• NeuroImage · Oct 2008

    Sparse linear regression for reconstructing muscle activity from human cortical fMRI.

    • G Ganesh, E Burdet, M Haruno, and M Kawato.
    • Department of Computational Neurobiology, ATR International, Computational Neuroscience Laboratories, 2-2-2 Hikaridai, Keihanna Science City, Seika-cho, Soraku-gun, Kyoto, 619-0288, Japan. gganesh@atr.jp
    • Neuroimage. 2008 Oct 1; 42 (4): 1463-72.

    AbstractIn humans, it is generally not possible to use invasive techniques in order to identify brain activity corresponding to activity of individual muscles. Further, it is believed that the spatial resolution of non-invasive brain imaging modalities is not sufficient to isolate neural activity related to individual muscles. However, this study shows that it is possible to reconstruct muscle activity from functional magnetic resonance imaging (fMRI). We simultaneously recorded surface electromyography (EMG) from two antagonist muscles and motor cortices activity using fMRI, during an isometric task requiring both reciprocal activation and co-activation of the wrist muscles. Bayesian sparse regression was used to identify the parameters of a linear mapping from the fMRI activity in areas 4 (M1) and 6 (pre-motor, SMA) to EMG, and to reconstruct muscle activity in an independent test data set. The mapping obtained by the sparse regression algorithm showed significantly better generalization than those obtained from algorithms commonly used in decoding, i.e., support vector machine and least square regression. The two voxel sets corresponding to the activity of the antagonist muscles were intermingled but disjoint. They were distributed over a wide area of pre-motor cortex and M1 and not limited to regions generally associated with wrist control. These results show that brain activity measured by fMRI in humans can be used to predict individual muscle activity through Bayesian linear models, and that our algorithm provides a novel and non-invasive tool to investigate the brain mechanisms involved in motor control and learning in humans.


**Your objective**
Find every line in the records below that holds the word "left", and copy it out.

----- Data section -----

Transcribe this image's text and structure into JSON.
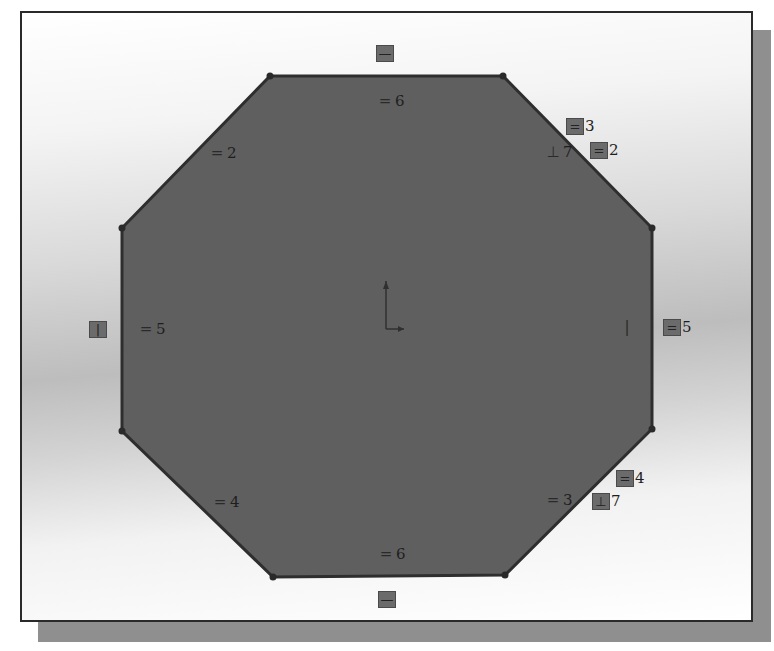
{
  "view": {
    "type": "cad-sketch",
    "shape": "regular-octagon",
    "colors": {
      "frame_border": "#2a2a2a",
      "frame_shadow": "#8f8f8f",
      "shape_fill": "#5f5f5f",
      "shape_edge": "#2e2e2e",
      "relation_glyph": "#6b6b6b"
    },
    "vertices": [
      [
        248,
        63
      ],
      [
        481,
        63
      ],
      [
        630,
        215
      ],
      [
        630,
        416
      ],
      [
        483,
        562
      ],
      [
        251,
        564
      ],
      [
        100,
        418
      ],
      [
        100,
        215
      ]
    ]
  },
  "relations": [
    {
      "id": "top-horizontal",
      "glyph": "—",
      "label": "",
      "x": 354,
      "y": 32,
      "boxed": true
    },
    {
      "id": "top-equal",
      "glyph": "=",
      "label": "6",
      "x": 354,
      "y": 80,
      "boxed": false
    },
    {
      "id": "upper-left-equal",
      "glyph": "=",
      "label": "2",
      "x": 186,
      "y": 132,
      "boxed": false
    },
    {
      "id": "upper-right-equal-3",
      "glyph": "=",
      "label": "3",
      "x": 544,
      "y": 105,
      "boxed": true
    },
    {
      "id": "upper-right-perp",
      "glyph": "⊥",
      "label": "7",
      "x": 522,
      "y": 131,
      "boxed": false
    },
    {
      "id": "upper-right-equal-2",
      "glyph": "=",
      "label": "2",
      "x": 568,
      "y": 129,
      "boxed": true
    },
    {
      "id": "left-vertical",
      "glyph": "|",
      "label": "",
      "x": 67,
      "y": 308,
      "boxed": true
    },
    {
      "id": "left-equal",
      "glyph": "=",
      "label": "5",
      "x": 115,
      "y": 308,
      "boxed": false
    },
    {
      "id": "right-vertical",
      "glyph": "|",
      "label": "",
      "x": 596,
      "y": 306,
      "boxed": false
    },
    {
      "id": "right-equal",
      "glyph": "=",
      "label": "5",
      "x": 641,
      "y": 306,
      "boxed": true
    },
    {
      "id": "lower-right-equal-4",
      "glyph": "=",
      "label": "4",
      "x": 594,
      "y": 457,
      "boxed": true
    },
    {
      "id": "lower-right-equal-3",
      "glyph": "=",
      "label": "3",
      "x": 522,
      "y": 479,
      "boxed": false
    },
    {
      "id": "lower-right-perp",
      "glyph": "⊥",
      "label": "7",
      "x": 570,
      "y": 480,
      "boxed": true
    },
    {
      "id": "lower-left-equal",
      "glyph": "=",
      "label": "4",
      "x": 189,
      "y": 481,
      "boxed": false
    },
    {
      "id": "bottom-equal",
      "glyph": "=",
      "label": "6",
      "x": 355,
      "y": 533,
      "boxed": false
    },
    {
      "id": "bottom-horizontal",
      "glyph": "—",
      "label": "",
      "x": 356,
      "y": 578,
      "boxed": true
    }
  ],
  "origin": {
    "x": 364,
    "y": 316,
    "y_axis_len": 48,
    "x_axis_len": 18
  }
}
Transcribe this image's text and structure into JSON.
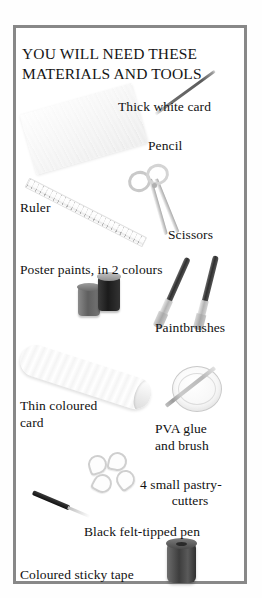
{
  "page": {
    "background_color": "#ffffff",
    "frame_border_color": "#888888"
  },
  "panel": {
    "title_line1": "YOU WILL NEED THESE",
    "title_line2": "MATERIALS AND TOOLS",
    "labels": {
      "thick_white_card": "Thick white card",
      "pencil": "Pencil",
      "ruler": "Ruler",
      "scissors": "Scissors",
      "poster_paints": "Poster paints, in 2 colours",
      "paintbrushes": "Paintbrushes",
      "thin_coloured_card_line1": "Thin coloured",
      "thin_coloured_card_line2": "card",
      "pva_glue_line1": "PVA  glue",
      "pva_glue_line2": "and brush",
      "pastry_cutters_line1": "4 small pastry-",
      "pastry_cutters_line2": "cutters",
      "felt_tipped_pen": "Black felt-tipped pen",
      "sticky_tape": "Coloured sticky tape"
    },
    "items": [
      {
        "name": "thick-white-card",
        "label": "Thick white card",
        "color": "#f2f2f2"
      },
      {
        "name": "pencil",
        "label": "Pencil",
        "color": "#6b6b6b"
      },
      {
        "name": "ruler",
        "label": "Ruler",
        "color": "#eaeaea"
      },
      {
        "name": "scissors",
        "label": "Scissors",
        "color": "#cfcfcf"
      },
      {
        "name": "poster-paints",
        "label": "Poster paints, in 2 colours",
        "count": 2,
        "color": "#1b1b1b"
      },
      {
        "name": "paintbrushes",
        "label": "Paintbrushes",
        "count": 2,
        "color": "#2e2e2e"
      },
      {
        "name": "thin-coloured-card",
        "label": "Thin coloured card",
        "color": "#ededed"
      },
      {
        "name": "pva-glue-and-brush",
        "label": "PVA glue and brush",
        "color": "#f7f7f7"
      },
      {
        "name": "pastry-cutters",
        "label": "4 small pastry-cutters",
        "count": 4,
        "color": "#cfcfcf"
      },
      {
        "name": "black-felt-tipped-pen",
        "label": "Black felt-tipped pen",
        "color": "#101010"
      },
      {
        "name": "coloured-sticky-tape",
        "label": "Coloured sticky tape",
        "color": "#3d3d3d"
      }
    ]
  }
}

-----

**Exercise solution**
      "id": "upper-left-equal",
      "id": "left-vertical",
      "id": "left-equal",
      "id": "lower-left-equal",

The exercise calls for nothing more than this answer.